Wednesday, February 4, 2009

U.S. Housing Slump Has ‘Just Begun'

2009-02-05: U.S. Housing Slump Has ‘Just Begun,’
Says Forecaster Talbott

Feb. 5 (Bloomberg) -- Let’s say you own a $1 million home in Santa Barbara, California. The house seemed like a steal when you bought it with that adjustable-rate mortgage in 2005. You still love the white beaches and those yachts bobbing up and down in the harbor.

Then you awaken early one morning, troubled that your monthly payments will soon double. You go out to pick up your newspaper and see
for-sale signs on five houses on the street. One identical to yours just sold for $500,000.

Are you going to pay the bank $1 million plus interest for your place?
John R. Talbott, a former investment banker for Goldman Sachs, poses that hypothetical question in his latest book of financial prophesy, “Contagion.”

His answer: “I don’t think so,” he says. “If I’m right, then this housing decline has only just begun.”

...
Five More Years
Talbott’s latest predictions are sobering. The U.S. is only halfway through the total potential decline in housing prices, he says. Home values will continue to deteriorate for four to five years, he forecasts. Adjustable-rate mortgages issued in 2004 and 2005, for example, are only now resetting for the first time, he notes.

Bankers may “try to blame the crisis on poor Americans with bad credit histories, but that is not the real cause of the housing crisis,” he says. “The greatest home-price appreciations and the homes most subject to price readjustment are in America’s wealthiest cities and its glitziest neighborhoods.”

...
How did we get into this mess? Talbott blames everyone from average Americans who caught “the greed bug” to hedge funds and credit-default swaps. The single biggest error, he says, was for U.S. citizens to allow their national politicians to take large campaign contributions from big business and Wall Street -- a theme Kevin Phillips developed in “Bad Money.”

‘No Accident’
This crisis was no accident,” he says. It began, in Talbot’s view, because the U.S. government was “co-opted” into deregulating the financial industry. Politicians were “paid to deregulate industry,” taking billions of dollars each year in campaign contributions.

His investment advice for this prolonged recession: Hang on to cash and invest in gold or Treasury Inflation-Protected Securities, or TIPS. If he had to invest in stocks, he would put his money in China.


WORK INSTRUCTIONS: A single figure is required: the number of lines in the data below that hold the word "with".

Dataset entries:
********
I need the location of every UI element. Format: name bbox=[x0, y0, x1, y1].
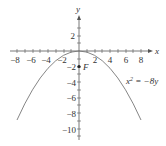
svg-text:−2: −2 bbox=[66, 62, 76, 72]
x-tick-labels: −8 −6 −4 −2 2 4 6 8 bbox=[10, 55, 144, 65]
equation-label: x2 = −8y bbox=[125, 76, 158, 86]
y-axis-arrow-icon bbox=[77, 15, 81, 20]
svg-text:−4: −4 bbox=[66, 78, 76, 88]
parabola-diagram: F x y −8 −6 −4 −2 2 4 6 8 2 −2 −4 −6 −8 … bbox=[0, 0, 166, 146]
svg-text:−8: −8 bbox=[10, 55, 20, 65]
svg-text:4: 4 bbox=[108, 55, 113, 65]
svg-text:−8: −8 bbox=[66, 109, 76, 119]
x-axis-label: x bbox=[154, 46, 159, 56]
svg-text:−2: −2 bbox=[57, 55, 67, 65]
x-axis-arrow-icon bbox=[148, 49, 153, 53]
svg-text:−6: −6 bbox=[66, 93, 76, 103]
focus-point bbox=[77, 65, 80, 68]
svg-text:6: 6 bbox=[124, 55, 129, 65]
svg-text:2: 2 bbox=[93, 55, 98, 65]
svg-text:2: 2 bbox=[71, 31, 76, 41]
svg-text:−10: −10 bbox=[62, 125, 77, 135]
svg-text:−4: −4 bbox=[41, 55, 51, 65]
y-tick-labels: 2 −2 −4 −6 −8 −10 bbox=[62, 31, 77, 135]
focus-label: F bbox=[82, 62, 89, 72]
y-axis-label: y bbox=[75, 4, 80, 14]
svg-text:−6: −6 bbox=[26, 55, 36, 65]
svg-text:8: 8 bbox=[139, 55, 144, 65]
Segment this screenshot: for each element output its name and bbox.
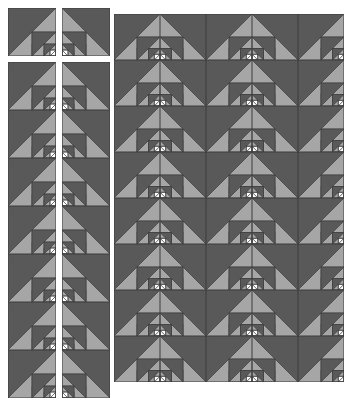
motif-tile xyxy=(114,60,160,106)
motif-tile xyxy=(8,8,56,56)
motif-tile xyxy=(298,198,344,244)
motif-tile xyxy=(298,60,344,106)
motif-tile xyxy=(8,254,56,302)
motif-tile xyxy=(114,244,160,290)
motif-tile xyxy=(298,290,344,336)
motif-tile xyxy=(206,60,252,106)
motif-tile xyxy=(298,152,344,198)
motif-tile xyxy=(114,290,160,336)
motif-tile xyxy=(8,206,56,254)
motif-tile xyxy=(8,302,56,350)
motif-tile xyxy=(114,106,160,152)
motif-tile xyxy=(114,198,160,244)
motif-tile xyxy=(160,244,206,290)
motif-tile xyxy=(8,110,56,158)
motif-tile xyxy=(62,350,110,398)
motif-tile xyxy=(114,152,160,198)
motif-tile xyxy=(160,60,206,106)
motif-tile xyxy=(160,198,206,244)
motif-tile xyxy=(252,14,298,60)
motif-tile xyxy=(114,14,160,60)
motif-tile xyxy=(160,336,206,382)
motif-tile xyxy=(160,14,206,60)
motif-tile xyxy=(252,106,298,152)
motif-tile xyxy=(252,198,298,244)
motif-tile xyxy=(62,8,110,56)
motif-tile xyxy=(206,290,252,336)
motif-tile xyxy=(160,106,206,152)
motif-tile xyxy=(62,254,110,302)
motif-tile xyxy=(8,158,56,206)
motif-tile xyxy=(252,244,298,290)
motif-tile xyxy=(206,336,252,382)
motif-tile xyxy=(252,336,298,382)
motif-tile xyxy=(206,152,252,198)
motif-tile xyxy=(206,244,252,290)
motif-tile xyxy=(298,14,344,60)
motif-tile xyxy=(62,158,110,206)
motif-tile xyxy=(160,152,206,198)
motif-tile xyxy=(62,206,110,254)
panel-top-left-pair xyxy=(8,8,110,56)
motif-tile xyxy=(62,110,110,158)
panel-left-column-one xyxy=(8,62,56,398)
motif-tile xyxy=(298,336,344,382)
tiling-canvas xyxy=(0,0,348,416)
motif-tile xyxy=(252,290,298,336)
motif-tile xyxy=(252,152,298,198)
motif-tile xyxy=(206,14,252,60)
motif-tile xyxy=(114,336,160,382)
motif-tile xyxy=(8,62,56,110)
motif-tile xyxy=(298,106,344,152)
motif-tile xyxy=(206,106,252,152)
motif-tile xyxy=(206,198,252,244)
panel-left-column-two xyxy=(62,62,110,398)
panel-main-grid xyxy=(114,14,344,382)
motif-tile xyxy=(160,290,206,336)
motif-tile xyxy=(8,350,56,398)
motif-tile xyxy=(298,244,344,290)
motif-tile xyxy=(252,60,298,106)
motif-tile xyxy=(62,62,110,110)
motif-tile xyxy=(62,302,110,350)
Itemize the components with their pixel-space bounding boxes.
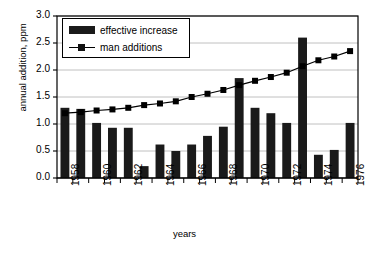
bar (282, 123, 291, 178)
data-point-marker (331, 54, 337, 60)
bar (219, 127, 228, 178)
legend-label-effective-increase: effective increase (100, 25, 178, 36)
data-point-marker (189, 94, 195, 100)
y-tick-label: 2.5 (18, 36, 50, 47)
bar (156, 145, 165, 178)
chart-figure: annual addition, ppm years 0.00.51.01.52… (0, 0, 369, 253)
bar (124, 128, 133, 178)
data-point-marker (284, 70, 290, 76)
data-point-marker (109, 106, 115, 112)
data-point-marker (173, 98, 179, 104)
y-tick-label: 2.0 (18, 63, 50, 74)
bar (314, 155, 323, 178)
y-tick-label: 1.0 (18, 117, 50, 128)
y-tick-label: 3.0 (18, 9, 50, 20)
data-point-marker (78, 109, 84, 115)
x-tick-label: 1970 (260, 146, 271, 186)
data-point-marker (220, 87, 226, 93)
data-point-marker (62, 110, 68, 116)
data-point-marker (205, 91, 211, 97)
data-point-marker (300, 63, 306, 69)
y-tick-label: 1.5 (18, 90, 50, 101)
data-point-marker (236, 82, 242, 88)
x-tick-label: 1972 (292, 146, 303, 186)
legend-label-man-additions: man additions (100, 42, 162, 53)
legend-item-effective-increase: effective increase (69, 22, 178, 38)
x-tick-label: 1974 (323, 146, 334, 186)
x-tick-label: 1968 (228, 146, 239, 186)
data-point-marker (347, 48, 353, 54)
x-tick-label: 1958 (70, 146, 81, 186)
legend-item-man-additions: man additions (69, 39, 162, 55)
bar-swatch-icon (69, 26, 95, 34)
line-square-marker-icon (69, 43, 95, 51)
legend: effective increase man additions (62, 18, 190, 58)
y-tick-label: 0.0 (18, 171, 50, 182)
bar (251, 108, 260, 178)
y-tick-label: 0.5 (18, 144, 50, 155)
x-tick-label: 1964 (165, 146, 176, 186)
x-tick-label: 1960 (102, 146, 113, 186)
data-point-marker (315, 57, 321, 63)
bar (346, 123, 355, 178)
x-tick-label: 1962 (133, 146, 144, 186)
data-point-marker (141, 102, 147, 108)
bar (187, 145, 196, 178)
data-point-marker (94, 108, 100, 114)
data-point-marker (157, 100, 163, 106)
data-point-marker (125, 105, 131, 111)
bar (60, 108, 69, 178)
x-tick-label: 1976 (355, 146, 366, 186)
x-tick-label: 1966 (197, 146, 208, 186)
data-point-marker (252, 78, 258, 84)
data-point-marker (268, 74, 274, 80)
bar (92, 123, 101, 178)
line-series (62, 48, 353, 116)
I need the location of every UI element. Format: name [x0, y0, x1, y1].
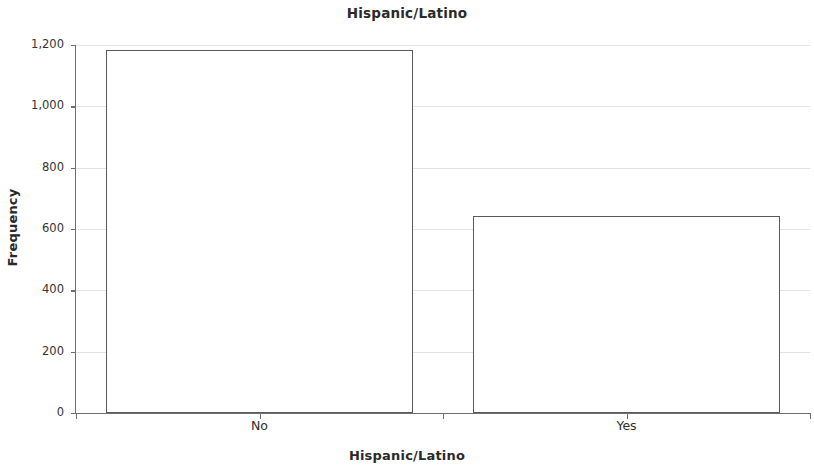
y-tick-label: 200: [4, 346, 64, 358]
y-tick-label-row: 1,000: [0, 100, 76, 112]
bar-chart: Hispanic/Latino Frequency 02004006008001…: [0, 0, 814, 469]
x-axis-label: Hispanic/Latino: [0, 448, 814, 463]
y-tick-label: 0: [4, 407, 64, 419]
y-tick-label-row: 600: [0, 223, 76, 235]
x-tick-label: Yes: [567, 418, 687, 433]
x-tick-label: No: [200, 418, 320, 433]
y-tick-label: 800: [4, 162, 64, 174]
gridline: [76, 45, 810, 46]
plot-area: [76, 45, 810, 413]
x-axis-boundary-tick: [443, 413, 444, 419]
y-tick-label: 1,200: [4, 39, 64, 51]
y-tick-label-row: 200: [0, 346, 76, 358]
bar: [106, 50, 413, 413]
y-tick-label-row: 0: [0, 407, 76, 419]
x-axis-boundary-tick: [76, 413, 77, 419]
y-tick-label: 400: [4, 284, 64, 296]
x-axis-boundary-tick: [810, 413, 811, 419]
y-tick-label: 600: [4, 223, 64, 235]
y-tick-label-row: 1,200: [0, 39, 76, 51]
y-tick-label: 1,000: [4, 100, 64, 112]
y-tick-label-row: 400: [0, 284, 76, 296]
bar: [473, 216, 780, 413]
chart-title: Hispanic/Latino: [0, 5, 814, 21]
y-tick-label-row: 800: [0, 162, 76, 174]
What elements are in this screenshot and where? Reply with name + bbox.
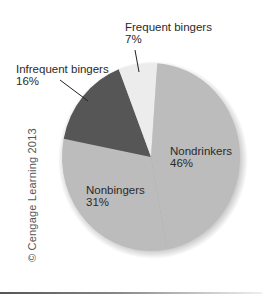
label-nondrinkers-pct: 46% <box>170 157 232 169</box>
label-infrequent-bingers: Infrequent bingers 16% <box>16 63 109 87</box>
copyright-text: © Cengage Learning 2013 <box>26 128 38 262</box>
label-infrequent-pct: 16% <box>16 75 109 87</box>
label-frequent-name: Frequent bingers <box>125 21 212 33</box>
label-nondrinkers-name: Nondrinkers <box>170 145 232 157</box>
label-nonbingers-name: Nonbingers <box>86 184 145 196</box>
label-frequent-bingers: Frequent bingers 7% <box>125 21 212 45</box>
bottom-divider <box>0 292 262 294</box>
label-nondrinkers: Nondrinkers 46% <box>170 145 232 169</box>
label-frequent-pct: 7% <box>125 33 212 45</box>
label-infrequent-name: Infrequent bingers <box>16 63 109 75</box>
label-nonbingers: Nonbingers 31% <box>86 184 145 208</box>
label-nonbingers-pct: 31% <box>86 196 145 208</box>
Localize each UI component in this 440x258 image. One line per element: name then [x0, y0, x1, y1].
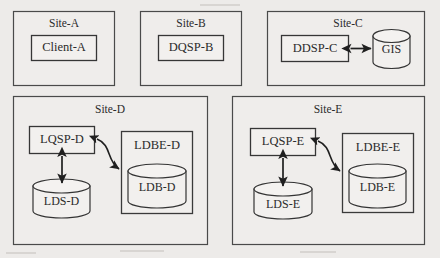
node-ldbe-d-label: LDBE-D — [134, 138, 180, 152]
site-e-group[interactable]: Site-E LDBE-E LDB-E LQSP-E LDS-E — [233, 97, 425, 245]
node-ldb-d[interactable]: LDB-D — [128, 164, 186, 208]
diagram-canvas: Site-A Client-A Site-B DQSP-B Site-C DDS… — [0, 0, 440, 258]
node-lds-e-label: LDS-E — [266, 197, 300, 211]
site-a-group[interactable]: Site-A Client-A — [14, 12, 115, 86]
node-lds-d-label: LDS-D — [44, 194, 80, 208]
site-c-label: Site-C — [333, 17, 363, 29]
node-ldbe-d[interactable]: LDBE-D LDB-D — [122, 132, 193, 214]
architecture-diagram: Site-A Client-A Site-B DQSP-B Site-C DDS… — [0, 0, 440, 258]
node-ldbe-e[interactable]: LDBE-E LDB-E — [343, 134, 414, 213]
site-e-label: Site-E — [314, 103, 343, 115]
node-lqsp-e-label: LQSP-E — [262, 134, 305, 148]
site-a-label: Site-A — [49, 17, 80, 29]
node-lds-d[interactable]: LDS-D — [33, 179, 90, 218]
node-dqsp-b-label: DQSP-B — [169, 40, 213, 54]
node-client-a-label: Client-A — [42, 40, 86, 54]
site-b-group[interactable]: Site-B DQSP-B — [141, 12, 242, 86]
site-c-group[interactable]: Site-C DDSP-C GIS — [268, 12, 425, 86]
node-ldb-e-label: LDB-E — [360, 180, 395, 194]
node-ldb-d-label: LDB-D — [139, 180, 176, 194]
site-d-label: Site-D — [95, 103, 125, 115]
node-lqsp-d-label: LQSP-D — [40, 132, 84, 146]
node-lds-e[interactable]: LDS-E — [254, 182, 312, 219]
node-ddsp-c-label: DDSP-C — [293, 41, 337, 55]
site-b-label: Site-B — [176, 17, 206, 29]
node-ldbe-e-label: LDBE-E — [356, 140, 401, 154]
node-ldb-e[interactable]: LDB-E — [349, 164, 406, 208]
node-gis[interactable]: GIS — [373, 30, 410, 69]
site-d-group[interactable]: Site-D LDBE-D LDB-D LQSP-D LDS-D — [14, 97, 208, 245]
node-gis-label: GIS — [382, 42, 401, 56]
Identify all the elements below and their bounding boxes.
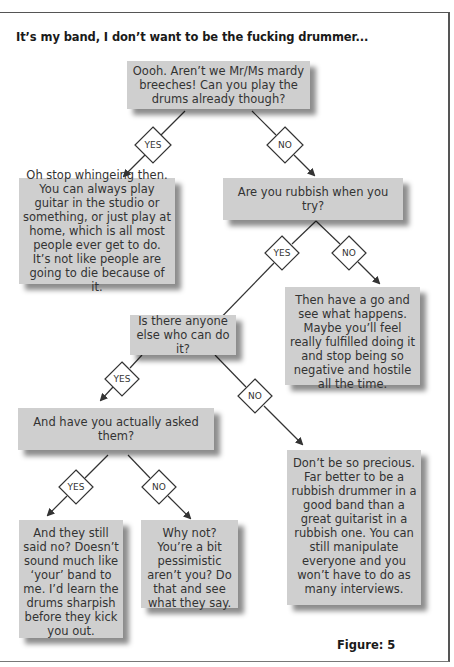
- node-can-you-play-drums: Oooh. Aren’t we Mr/Ms mardy breeches! Ca…: [127, 61, 310, 109]
- node-are-you-rubbish: Are you rubbish when you try?: [223, 178, 403, 220]
- decision-yes-label: YES: [267, 248, 297, 258]
- decision-no-label: NO: [144, 482, 174, 492]
- node-they-still-said-no: And they still said no? Doesn’t sound mu…: [19, 520, 123, 638]
- decision-yes-label: YES: [138, 140, 168, 150]
- decision-no-label: NO: [240, 391, 270, 401]
- node-stop-whingeing: Oh stop whingeing then. You can always p…: [19, 178, 175, 284]
- node-why-not: Why not? You’re a bit pessimistic aren’t…: [141, 520, 238, 608]
- figure-label: Figure: 5: [337, 638, 395, 652]
- decision-no-label: NO: [270, 140, 300, 150]
- decision-yes-label: YES: [107, 374, 137, 384]
- decision-yes-label: YES: [61, 482, 91, 492]
- node-dont-be-precious: Don’t be so precious. Far better to be a…: [287, 450, 421, 605]
- node-have-a-go: Then have a go and see what happens. May…: [285, 287, 420, 385]
- decision-no-label: NO: [334, 248, 364, 258]
- node-anyone-else: Is there anyone else who can do it?: [130, 315, 236, 355]
- node-have-you-asked: And have you actually asked them?: [18, 408, 214, 450]
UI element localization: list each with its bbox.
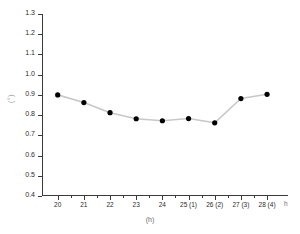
x-axis-unit-suffix: h xyxy=(284,201,288,208)
plot-area: 0.40.50.60.70.80.91.01.11.21.3 202122232… xyxy=(42,14,288,196)
x-tick-label: 25 (1) xyxy=(180,202,197,209)
x-tick-minor xyxy=(97,196,98,198)
data-point xyxy=(160,118,165,123)
y-tick-label: 1.2 xyxy=(25,29,35,36)
x-tick-label: 27 (3) xyxy=(232,202,249,209)
data-point xyxy=(81,100,86,105)
data-point xyxy=(107,110,112,115)
x-tick-minor xyxy=(123,196,124,198)
x-tick-minor xyxy=(175,196,176,198)
data-series xyxy=(42,14,288,196)
y-tick-label: 1.3 xyxy=(25,9,35,16)
data-point xyxy=(134,116,139,121)
data-point xyxy=(238,96,243,101)
x-tick xyxy=(241,196,242,200)
x-tick xyxy=(162,196,163,200)
x-tick xyxy=(267,196,268,200)
series-markers xyxy=(55,92,270,126)
data-point xyxy=(186,116,191,121)
x-tick-minor xyxy=(254,196,255,198)
data-point xyxy=(55,92,60,97)
x-tick-minor xyxy=(71,196,72,198)
x-tick-label: 20 xyxy=(54,202,61,209)
data-point xyxy=(212,120,217,125)
y-tick-label: 0.7 xyxy=(25,130,35,137)
x-tick-minor xyxy=(228,196,229,198)
y-tick-label: 0.4 xyxy=(25,191,35,198)
x-tick xyxy=(215,196,216,200)
x-tick xyxy=(110,196,111,200)
y-tick-label: 0.5 xyxy=(25,171,35,178)
x-tick-label: 24 xyxy=(159,202,166,209)
x-tick-label: 26 (2) xyxy=(206,202,223,209)
data-point xyxy=(264,92,269,97)
y-axis-title: (°) xyxy=(7,79,14,119)
x-tick-label: 22 xyxy=(106,202,113,209)
x-tick xyxy=(136,196,137,200)
x-tick xyxy=(189,196,190,200)
y-tick-label: 1.0 xyxy=(25,70,35,77)
x-tick-label: 23 xyxy=(133,202,140,209)
chart-figure: (°) 0.40.50.60.70.80.91.01.11.21.3 20212… xyxy=(0,0,300,234)
x-tick xyxy=(84,196,85,200)
x-axis-title: (h) xyxy=(0,216,300,223)
x-tick-minor xyxy=(202,196,203,198)
x-tick-minor xyxy=(149,196,150,198)
x-tick-label: 28 (4) xyxy=(259,202,276,209)
x-tick xyxy=(58,196,59,200)
x-tick-label: 21 xyxy=(80,202,87,209)
y-tick-label: 0.9 xyxy=(25,90,35,97)
y-tick-label: 0.8 xyxy=(25,110,35,117)
y-tick-label: 0.6 xyxy=(25,151,35,158)
y-tick: 0.4 xyxy=(38,196,42,197)
y-tick-label: 1.1 xyxy=(25,49,35,56)
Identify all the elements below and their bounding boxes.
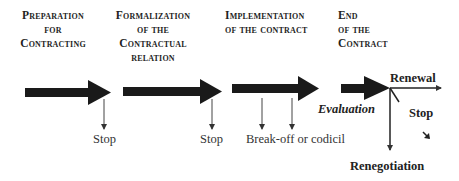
stop-label-1: Stop bbox=[93, 132, 116, 147]
phase-arrow-3 bbox=[232, 76, 319, 101]
phase-arrow-4 bbox=[341, 76, 390, 100]
renewal-label: Renewal bbox=[390, 71, 436, 86]
evaluation-label: Evaluation bbox=[318, 102, 375, 117]
stop-diagonal-line bbox=[390, 88, 399, 102]
phase-arrow-2 bbox=[123, 79, 222, 104]
stop-end-label: Stop bbox=[409, 106, 433, 121]
renegotiation-label: Renegotiation bbox=[350, 159, 424, 174]
stop-label-2: Stop bbox=[200, 132, 223, 147]
stop-diagonal-arrowhead bbox=[423, 132, 430, 139]
phase-arrow-1 bbox=[25, 80, 111, 105]
process-arrows bbox=[0, 0, 459, 181]
break-off-label: Break-off or codicil bbox=[246, 132, 345, 147]
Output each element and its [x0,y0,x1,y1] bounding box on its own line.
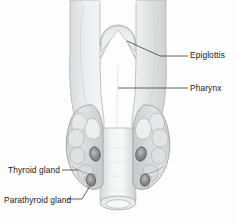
thyroid-gland-left-lobe [66,105,103,189]
thyroid-gland-right-lobe [133,105,170,189]
label-epiglottis: Epiglottis [190,51,225,59]
label-thyroid-gland: Thyroid gland [8,166,60,174]
anatomy-figure [0,0,236,223]
body-midline [117,66,118,132]
label-parathyroid-gland: Parathyroid gland [4,196,71,204]
trachea-shape [100,128,136,206]
trachea-lumen-inner [106,200,130,209]
left-lobe-lobule-2 [68,129,84,147]
right-lobe-lobule-2 [152,129,168,147]
trachea-group [100,128,136,210]
left-lobe-lobule-4 [70,148,85,165]
label-pharynx: Pharynx [190,84,221,92]
right-lobe-lobule-4 [151,148,166,165]
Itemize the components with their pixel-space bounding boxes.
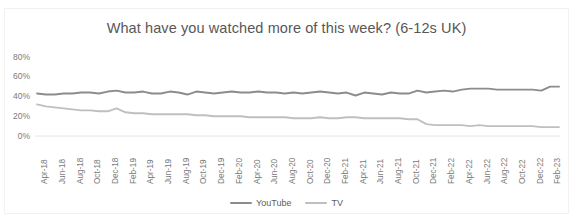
legend-label: YouTube — [256, 198, 291, 208]
chart-container: What have you watched more of this week?… — [0, 0, 573, 220]
series-layer — [37, 87, 559, 127]
series-line-tv — [37, 104, 559, 127]
legend-label: TV — [331, 198, 343, 208]
legend-item-tv[interactable]: TV — [305, 198, 343, 208]
legend-item-youtube[interactable]: YouTube — [230, 198, 291, 208]
plot-area — [0, 0, 573, 220]
legend-swatch-icon — [230, 202, 252, 204]
chart-legend: YouTubeTV — [0, 198, 573, 208]
legend-swatch-icon — [305, 202, 327, 204]
series-line-youtube — [37, 87, 559, 96]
********
RESPONSE: 4